On your machine someone has disconnected the black wire that goes to the back of the positive Dinse socket, and left it floating. That positive socket should give you the option of plugging in the welding return lead ( "Earth" cable ) at the front, for No-Gas/Flux core operation (Earth positive, torch negative ), or plugging in the flying lead from the torch to make the torch positive for "normal" operation with gas and solid wire.
You have no flying lead from the torch. The thick black wire from the torch, connected at the wirefeed assembly, should be fed back out at the front panel of the machine and should have a male Dinse plug on it. Then you would have the option of fitting that plug into the "+" or the "-" Dinse sockets, making the torch positive or negative. Instead, someone has removed the Dinse plug from that wire, fitted a cable lug, and bolted it to the innermost aluminium plate of the rectifier ( the positive output of the rectifier ). So your torch is always positive, without the option to change over to negative for gasless operation.
To correct this situation and return to having a choice between Gas/No Gas, you need to unbolt the thick black flexible wire ( i.e. the torch wire ) from the innermost aluminium plate of the rectifier, remove the lug, feed that wire out through the front panel, and fit a male Dinse plug. Then bolt the lug at the end of the "floating" black wire to the rectifier plate.
The torch lead is now ( temporarily ) negative, and the positive Dinse socket is now actually connected to the positive output of the rectifier, rather than floating. This gives you the option of putting the welding return lead ( "Earth" cable ) into the positive Dinse socket. So you should be all set up for No-Gas operation....
However, the torch is now negative. I seem to remember that there may be a problem with the trigger switch in this situation. On some Clarke welders there is only one wire in the torch cable for the trigger signal ( on a Euro torch there are two wires, one to each side of the switch contacts ). Pressing the Clarke switch joins that one signal wire to the torch head. Now that the polarity of the torch has been swapped from positive to negative, to cater for flux-core wire, the "torch switch pressed" signal going to the PCB is negative, not positive, and the welder doesn't come on.
This should not be an issue, since with that choice of pos and neg Dinse sockets, this welder is theoretically capable of gas or no-gas operation, but I'm sure there is a thread on this Forum where someone had, and solved, this problem.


• Work request: I'd like every record written out again, exactly as it is.

• Data:
####################

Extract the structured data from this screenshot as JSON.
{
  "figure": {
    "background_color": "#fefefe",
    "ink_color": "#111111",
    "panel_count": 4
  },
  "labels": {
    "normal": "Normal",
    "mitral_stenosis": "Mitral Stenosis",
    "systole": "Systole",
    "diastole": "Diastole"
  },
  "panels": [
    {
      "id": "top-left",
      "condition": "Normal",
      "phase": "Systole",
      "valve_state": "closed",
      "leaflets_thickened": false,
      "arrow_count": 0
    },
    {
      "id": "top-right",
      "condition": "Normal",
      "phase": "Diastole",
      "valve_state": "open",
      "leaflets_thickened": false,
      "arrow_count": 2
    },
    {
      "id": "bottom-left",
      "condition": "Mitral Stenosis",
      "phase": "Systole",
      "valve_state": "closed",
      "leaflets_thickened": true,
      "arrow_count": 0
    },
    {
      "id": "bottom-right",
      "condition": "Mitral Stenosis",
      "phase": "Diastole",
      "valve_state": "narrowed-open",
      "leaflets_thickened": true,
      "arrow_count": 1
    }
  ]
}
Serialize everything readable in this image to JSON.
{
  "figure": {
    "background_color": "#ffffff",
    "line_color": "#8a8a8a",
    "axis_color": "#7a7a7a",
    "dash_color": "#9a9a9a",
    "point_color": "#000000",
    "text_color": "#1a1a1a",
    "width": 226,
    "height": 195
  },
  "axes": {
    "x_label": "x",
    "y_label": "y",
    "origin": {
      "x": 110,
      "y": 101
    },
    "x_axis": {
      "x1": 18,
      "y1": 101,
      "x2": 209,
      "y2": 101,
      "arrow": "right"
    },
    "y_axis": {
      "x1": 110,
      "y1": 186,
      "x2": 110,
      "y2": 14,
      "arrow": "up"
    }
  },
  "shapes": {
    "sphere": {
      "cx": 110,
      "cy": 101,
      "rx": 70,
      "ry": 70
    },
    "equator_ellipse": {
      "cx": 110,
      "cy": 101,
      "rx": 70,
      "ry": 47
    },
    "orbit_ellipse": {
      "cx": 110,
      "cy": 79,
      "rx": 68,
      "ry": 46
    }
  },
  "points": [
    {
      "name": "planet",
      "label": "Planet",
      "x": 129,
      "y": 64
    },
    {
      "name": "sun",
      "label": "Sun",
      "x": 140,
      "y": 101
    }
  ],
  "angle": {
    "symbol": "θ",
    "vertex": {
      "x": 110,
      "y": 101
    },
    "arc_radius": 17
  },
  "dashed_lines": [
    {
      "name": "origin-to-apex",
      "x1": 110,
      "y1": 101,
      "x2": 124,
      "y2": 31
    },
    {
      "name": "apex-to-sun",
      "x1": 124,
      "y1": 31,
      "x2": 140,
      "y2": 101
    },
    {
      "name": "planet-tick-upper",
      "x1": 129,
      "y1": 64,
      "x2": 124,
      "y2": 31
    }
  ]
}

####################

• Result for this exercise:
Extract the structured data from this screenshot as JSON.
{
  "figure": {
    "background_color": "#fefefe",
    "ink_color": "#111111",
    "panel_count": 4
  },
  "labels": {
    "normal": "Normal",
    "mitral_stenosis": "Mitral Stenosis",
    "systole": "Systole",
    "diastole": "Diastole"
  },
  "panels": [
    {
      "id": "top-left",
      "condition": "Normal",
      "phase": "Systole",
      "valve_state": "closed",
      "leaflets_thickened": false,
      "arrow_count": 0
    },
    {
      "id": "top-right",
      "condition": "Normal",
      "phase": "Diastole",
      "valve_state": "open",
      "leaflets_thickened": false,
      "arrow_count": 2
    },
    {
      "id": "bottom-left",
      "condition": "Mitral Stenosis",
      "phase": "Systole",
      "valve_state": "closed",
      "leaflets_thickened": true,
      "arrow_count": 0
    },
    {
      "id": "bottom-right",
      "condition": "Mitral Stenosis",
      "phase": "Diastole",
      "valve_state": "narrowed-open",
      "leaflets_thickened": true,
      "arrow_count": 1
    }
  ]
}
Serialize everything readable in this image to JSON.
{
  "figure": {
    "background_color": "#ffffff",
    "line_color": "#8a8a8a",
    "axis_color": "#7a7a7a",
    "dash_color": "#9a9a9a",
    "point_color": "#000000",
    "text_color": "#1a1a1a",
    "width": 226,
    "height": 195
  },
  "axes": {
    "x_label": "x",
    "y_label": "y",
    "origin": {
      "x": 110,
      "y": 101
    },
    "x_axis": {
      "x1": 18,
      "y1": 101,
      "x2": 209,
      "y2": 101,
      "arrow": "right"
    },
    "y_axis": {
      "x1": 110,
      "y1": 186,
      "x2": 110,
      "y2": 14,
      "arrow": "up"
    }
  },
  "shapes": {
    "sphere": {
      "cx": 110,
      "cy": 101,
      "rx": 70,
      "ry": 70
    },
    "equator_ellipse": {
      "cx": 110,
      "cy": 101,
      "rx": 70,
      "ry": 47
    },
    "orbit_ellipse": {
      "cx": 110,
      "cy": 79,
      "rx": 68,
      "ry": 46
    }
  },
  "points": [
    {
      "name": "planet",
      "label": "Planet",
      "x": 129,
      "y": 64
    },
    {
      "name": "sun",
      "label": "Sun",
      "x": 140,
      "y": 101
    }
  ],
  "angle": {
    "symbol": "θ",
    "vertex": {
      "x": 110,
      "y": 101
    },
    "arc_radius": 17
  },
  "dashed_lines": [
    {
      "name": "origin-to-apex",
      "x1": 110,
      "y1": 101,
      "x2": 124,
      "y2": 31
    },
    {
      "name": "apex-to-sun",
      "x1": 124,
      "y1": 31,
      "x2": 140,
      "y2": 101
    },
    {
      "name": "planet-tick-upper",
      "x1": 129,
      "y1": 64,
      "x2": 124,
      "y2": 31
    }
  ]
}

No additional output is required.